Moore and Wolfhard are perfectly cast as mother and son who hate each other’s guts. It’s basically We Need to Talk About Kevin as a cringy A24 comedy-drama. And no one gets murdered. The pair are two sides of the same awful coin who can never seem to get along or fall in sync with one another’s off-putting rhythms, despite their gnawing similarities. With his first feature, Eisenberg populates his story with the kind of prickly characters he’s played his whole career, asking us to consider the plight of the unpopular. One could imagine a younger Eisenberg playing Ziggy since he generally tilts towards unlikable characters, an assumed favorite trait for any and all of Eisenberg’s casting choices.

Mother and son both are unbearable narcissists with different generational temperaments. Evelyn is the weathered, worn down version of Ziggy. Smoothed over perhaps through her years rotating around the globe but just as inherently repugnant with just about everything she does. Even when she tries to be nice, there’s something plainly manipulative and disagreeable about Evelyn. Ziggy is somehow both a try-hard and a goon, not-so-casually slipping a mention of his “20,000 followers” into just about any conversation he could. For some, being at the mercy of these characters for nearly 90 minutes will be straining but solid performances and Eisenberg’s mission to humanize these thorny characters makes it a worthwhile venture.

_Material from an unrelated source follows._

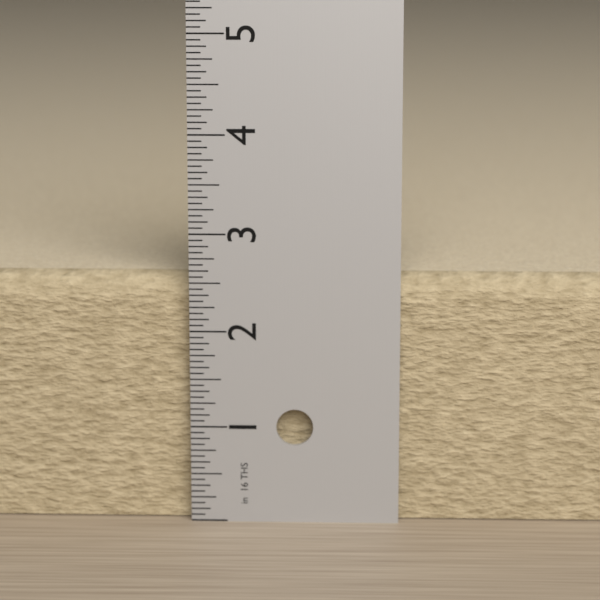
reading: 2.5625 in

A brutal testament to the concept that we don’t choose our family members, When You Finish Saving the World takes its time unpacking the mother-son bond at its center. Each strike out to find a replacement of sorts for the gaping hole where their relationship should be – Evelyn with a newcomer’s enthusiastic son Kyle (Billy Bryk), Ziggy with his political-activated crush Lila (Alisha Boe), also cringy.

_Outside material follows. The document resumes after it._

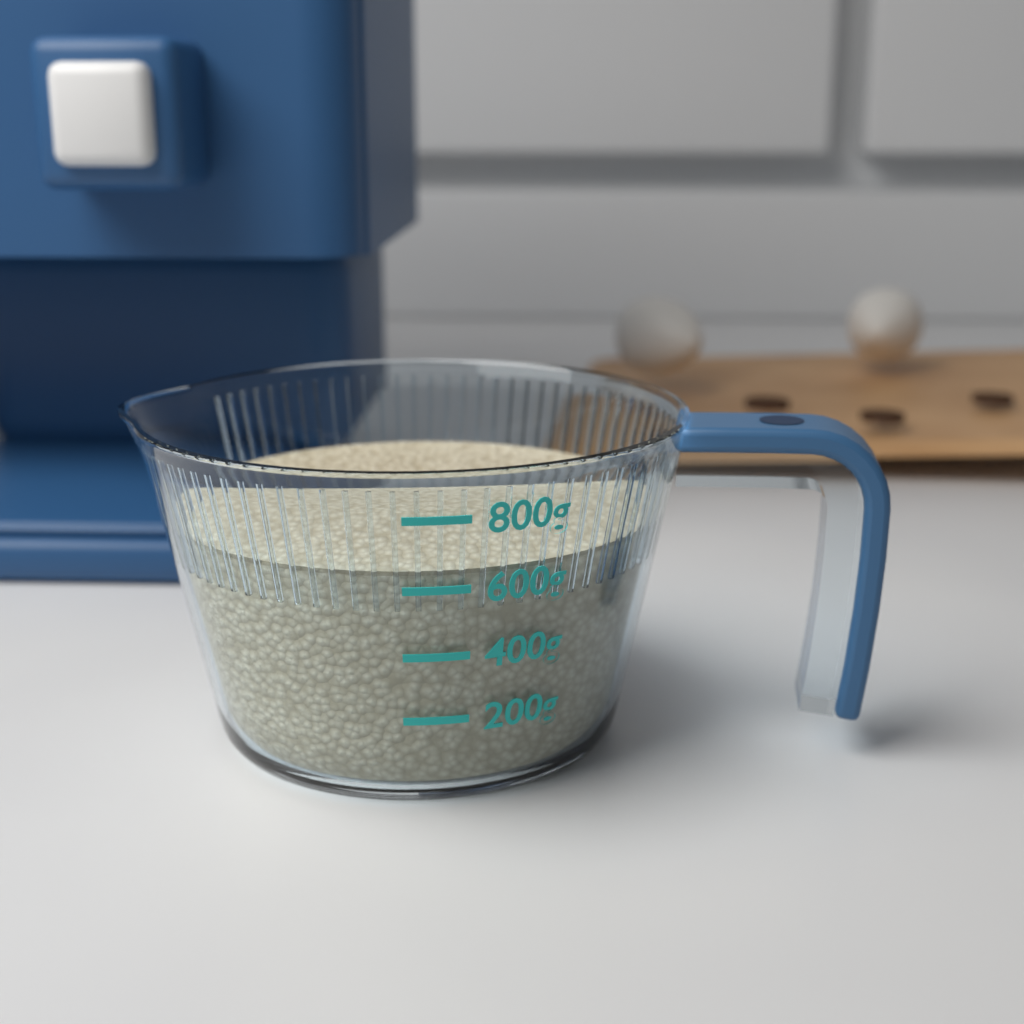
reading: 650 g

There’s a lot of DNA from Noah Baumbach’s more somber early work (especially the Eisenberg-starring The Squid and the Whale) but Eisenberg shows enough of a voice to call his own. Idiosyncratic but purposeful, Eisenberg’s film champions the idea that characters don’t need to be likable to be interesting. Only in its final moments does When You Finish Saving the World reveal the slightly emotional side it had been concealing all along. Mother and son may always be ill-matched but at least they finally look up and see each other. If just for a moment. 

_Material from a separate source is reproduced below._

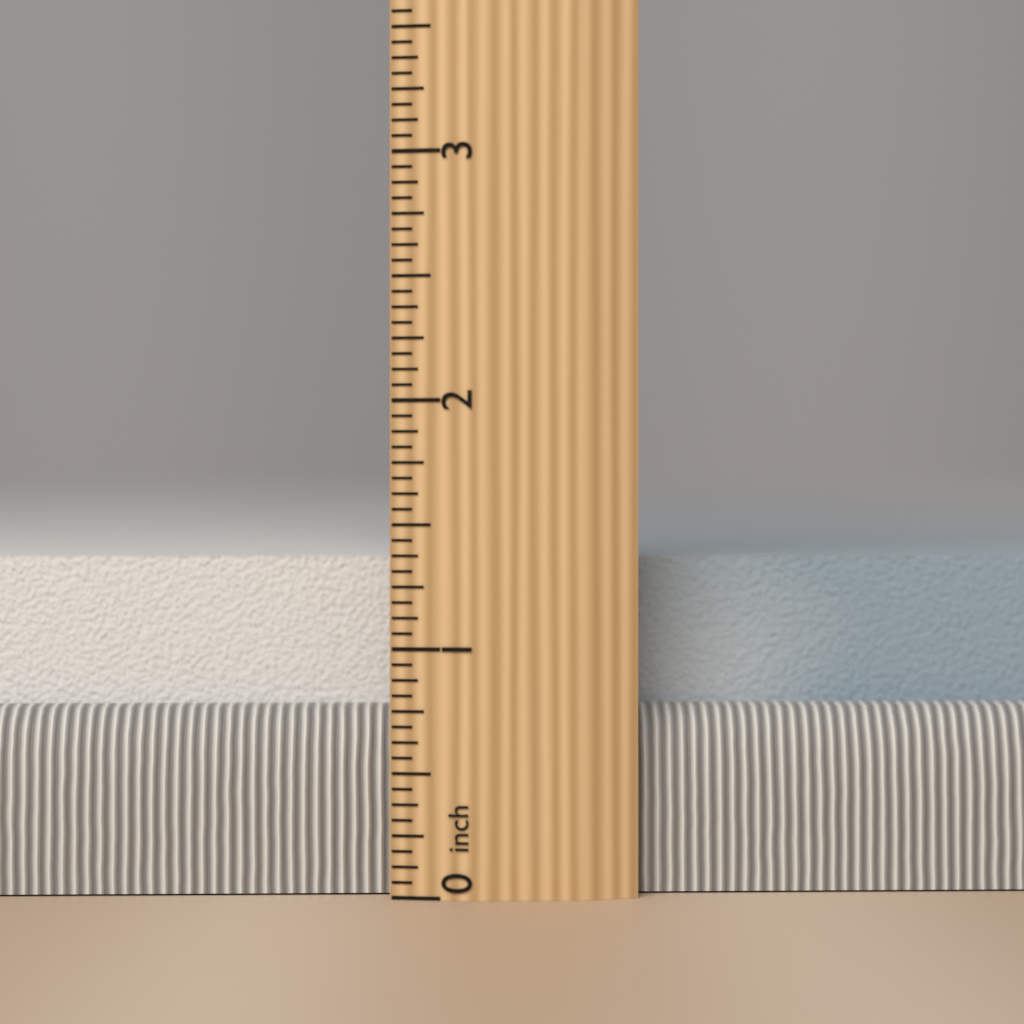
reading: 1.3750 inch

CONCLUSION: Adapted from the audiobook he penned, Jesse Eisenberg’s debut film is a prickly drama about a mother and son who don’t like each other much at all. Julianne Moore and Finn Wolfhard are perfectly cast as unpopular figures struggling to make an impact. If you can handle their unpleasant company, ‘When You Finish Saving the World’ welcomes you into its stiff, cold embrace.